Experts are also blaming the war in Iraq for a diminishing sense of security in America. Eighty percent of them say the war has had a negative effect "on protecting the American people from global terrorist networks and in advancing U.S. national security goals." Only 15 percent of the experts say that creating a stable, secure Iraq should be the top foreign-policy objective of the next five years. In contrast, 30 percent believe that winning the "hearts and minds" of the Muslim world should be the most important US policy objective in that time frame.

These and other conclusions, says Mr. Boyer, indicate that the Iraq experience is informing experts' broader views on the war on terrorism – and prompting calls for new strategies.

"This poll presents an enormously bleak and melancholy picture ... and it's difficult not to read it as a complete repudiation of the entire current conduct on the war on terrorism," says Bruce Hoffman, a terrorism expert at Georgetown University. "Where we have been particularly remiss or ineffectual is in fighting the al Qaeda brand as hard as we've fought the al Qaeda terrorists."

Middle East experts like Dr. Gerges say that while the majority of Muslims reject al Qaeda's violence, they have come to believe that much of al Qaeda's rhetoric is correct. "The US is losing the ideological struggle against al Qaeda," says Gerges. "Some of the most intelligent people in that part of the world believe the US is waging a crusade against Islam and Muslims and is trying to subjugate the Arab world and remake it in its image, and that it's doing it brutally."

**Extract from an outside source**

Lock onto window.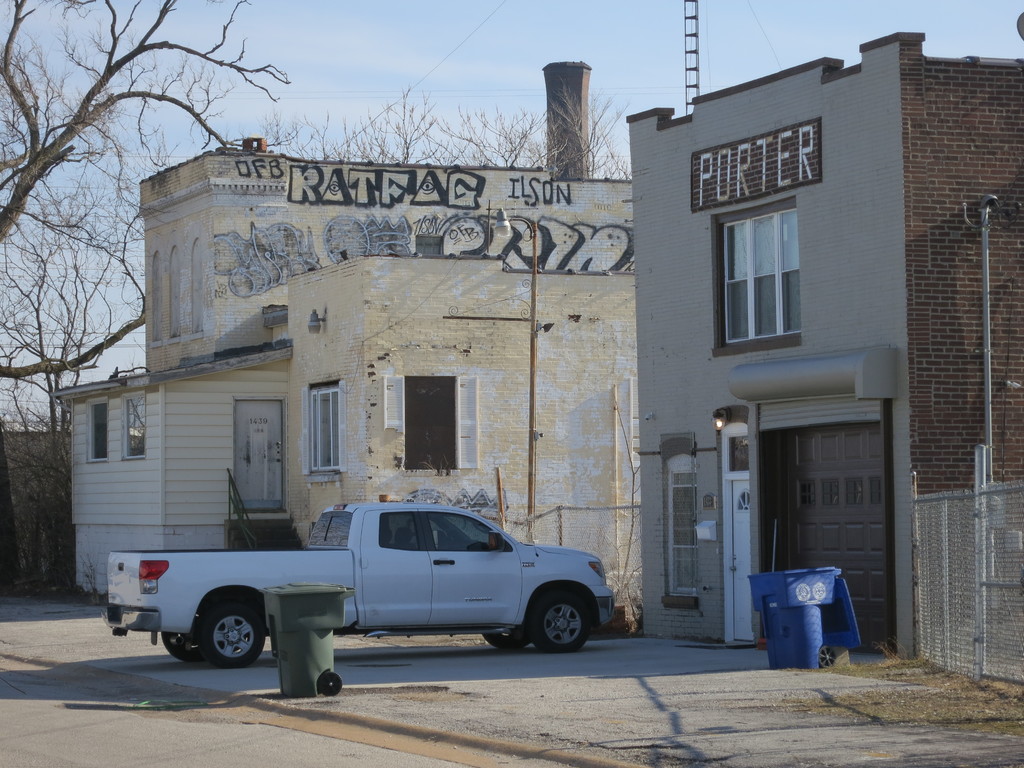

Many experts say it's critical that the US focus on countering such perceptions. The solution lies in changing US policy in the region and supporting Islamic scholars who can show how al Qaeda is distorting the Koran.

"Once you strip the adversary of their extremist message of religion, there's nothing left but criminality and thuggery," says Frank Cilluffo, director of the Homeland Security Policy Institute at George Washington University. "There's growing recognition this needs to be done, but we haven't marshaled and mobilized those resources as much as we ought to." Some scholars believe a comprehensive strategy should include a massive economic and social investment similar to the Marshall Plan after World War II. They also think it's crucial to develop a strategy of deterrence.

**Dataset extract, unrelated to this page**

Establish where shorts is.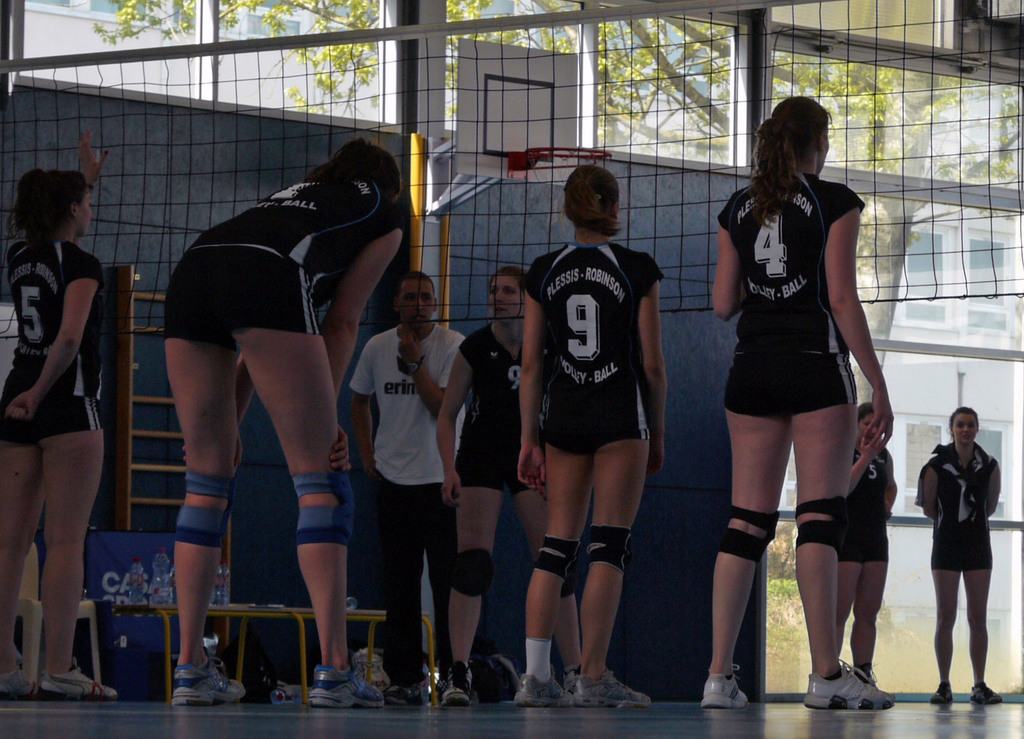
Established at detection(833, 529, 886, 562).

"Deterrence is probably the hardest part of counterterrorism," says John McLaughlin, former acting director of the CIA. "Classical deterrence in the past worked against adversaries who played by certain rules and didn't want to die. Here, you're up against an adversary who plays by no particular rules and is willing to die."

It's equally important to combat the terrorist narrative, he says. Others agree and again point to the findings of the Terrorism Index.

"Part of the results ... is a warning that we must change our strategy, or otherwise we'll be ... fighting this struggle ad infinitum," says Hoffman.



The Terrorism Index (Foreign Policy magazine).

Tuesday, August 21, 2007

Nice Timing

The White House said Monday that Gen. David Petraeus likely will testify before Congress on the sixth anniversary of the Sept. 11, 2001, terrorist attacks.

A spokesman for President Bush, Gordon Johndroe, reiterated that Petraeus, the commander of U.S. troops in Iraq, and Ryan Crocker, U.S. ambassador to Iraq, would testify in open hearings. They will answer lawmakers’ questions about the situation in Iraq, the success of the troop surge and the next steps to be taken.

The highly anticipated report from Petraeus and Crocker is seen as a potential turning point in America’s involvement in Iraq. Several Republicans, who so far have refused to side with Democratic calls for withdrawal, have said they wanted to hear from Petraeus and Crocker before making any decisions regarding U.S. troop levels.

Democrats last week tried to make an issue of whether Petraeus and Crocker would testify in open session and attempted to paint the administration as trying to stifle such testimony. However, the White House was quick to respond that no such plans had been made.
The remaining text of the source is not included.